The volume focuses particularly on three main topics: Shadd Cary’s relationship to immigration, nation, and colonization; the Black creative and nation-building work that Shadd Cary has inspired; and contemporary research methodologies like digital humanities as they can be used to better understand Shadd Cary’s moment, impacts, and life.

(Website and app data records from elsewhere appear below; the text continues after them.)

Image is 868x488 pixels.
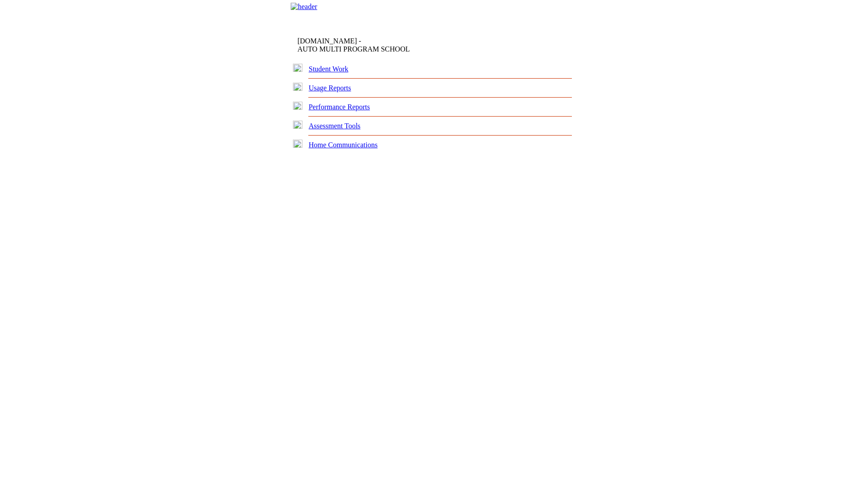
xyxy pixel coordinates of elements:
img: plus.gif [293,64,303,72]
td: [DOMAIN_NAME] - [297,37,464,53]
a: Usage Reports [309,84,351,92]
nobr: AUTO MULTI PROGRAM SCHOOL [297,45,409,53]
img: plus.gif [293,140,303,148]
img: plus.gif [293,121,303,129]
a: Student Work [309,65,348,73]
img: plus.gif [293,83,303,91]
img: header [291,3,318,11]
a: Performance Reports [309,103,370,111]
img: plus.gif [293,101,303,110]
a: Home Communications [309,141,378,149]
a: Assessment Tools [309,122,360,130]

Through a multi- and interdisciplinary lens, the collection celebrates Shadd Cary’s cultural significance and intellectual contributions, as well as their reverberations in her time and in ours.
ARTICLES AND ESSAYS
- 2023  “Playing That Crystal Flute: Black Interventions in the Sonic Archives.” American Quarterly, June 2023. (Invited)

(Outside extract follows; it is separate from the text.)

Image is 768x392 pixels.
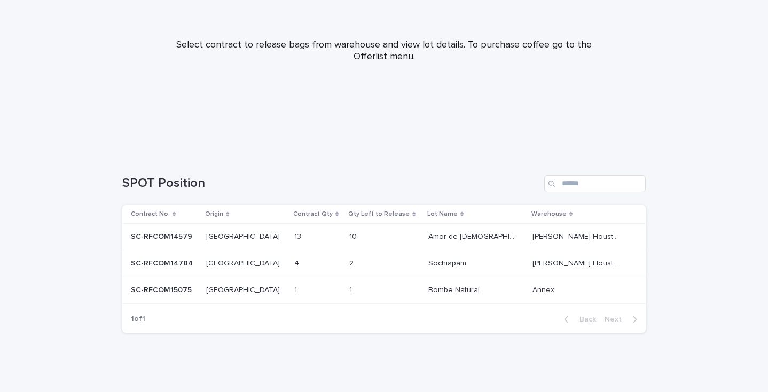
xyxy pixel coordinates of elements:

- 2023  “That Men Might Listen Earnestly to It: Hearing Blackness,” English Studies in Canada/ESC 46.2–3. (June/September 2023): 33–37. (Invited)
- 2022  “What Will We Do with All That Data?” American Periodicals. (Invited Forum Introduction)
- 2021 “On the Record: Sissieretta Jones and Black Feminist Recording Praxes.” Sound Acts special issue of Performance Matters 6.2. February 2021.
- 2020  “A Rude Sound: Notes on Suck Teeth Composition,” Sound and Performance special issue of Canadian Theatre Review 184. October 2020. (Invited)
- 2020   “A Greater Compass of Voice: Black Feminist Performance and National Identity in Nineteenth-Century North America.” Race and Performance in the US-Canada Borderlands special issue of Theatre Research in Canada 41.1, June 2020. pp. 20-38.
BOOK CHAPTERS
- 2023  “Another Link to Life”: Black Feminist Geography, the Digital Humanities and in Incidents in the Life of a Slave Girl.” Teaching Harriet Jacobs' Incidents in the Life of a Slave Girl. Ed. Lynn Domina. Modern Language Association (forthcoming).
- 2023  “From Ballad Opera to Minstrelsy: Interrogating Social Class, Race, Gender, and Nation on the Musical Stage,” in The Routledge Companion to Musical Theatre. Ed. Ryan Donovan and Laura MacDonald. (Invited)
- 2022  “Sounding Black Print Culture at the Edges of the Black Atlantic.” New Directions in Print Culture Studies: Archives, Materiality, and Modern American Culture. Ed. Jesse W. Schwartz and Daniel Worden. Bloomsbury. (Invited)
I am interested in supervising graduate students with strongly articulated research interests in Black Studies, Sound Studies, Performance Studies and African American Literature.
SELECTED FELLOWSHIPS, AWARDS & GRANTS
FELLOWSHIPS
- 2024
- 2022        Just Transformations Fellowship. The Center for Black Digital Research, Pennsylvania State University.
- 2022        Visiting Scholar in Residence. Pennsylvania State University Humanities Institute.
GRANTS
- 2023  Queen’s University Faculty of Arts and Science Conference Fund, Grant
- 2023  SSHRC Institutional Grant, 91şÚÁĎÍř
- 2021  SSHRC Insight Development Grant, Papers Worthy of Patronage,
- 2021  SSHRC Connection Grant [Co-Applicant], Black Studies Summer Seminar,
- 2020  Arts and Science Dean’s EDI Grant, Queen’s University
AWARDS & PRIZES
- 2023  Black Scholars Excellence in Mentoring Award, Queen’s University
- 2022  Yasuo Sakakibara Prize, American Studies Association
- 2022  Mayor’s Arts Awards: Arts Champion Award (Skeleton Park Arts Festival), City of Kingston
In the News
On ASALH-TV’s In Retrospect and Prospect S2, E3 “#DigBlk: Black History in the Digital Sphere” Dr. Moriah and Dr. Gabrielle Foreman and Dr. Shirley Moody-Turner, the co-directors of the Center for Black Digital Research at Penn State, discuss their ongoing research collaboration and partnership.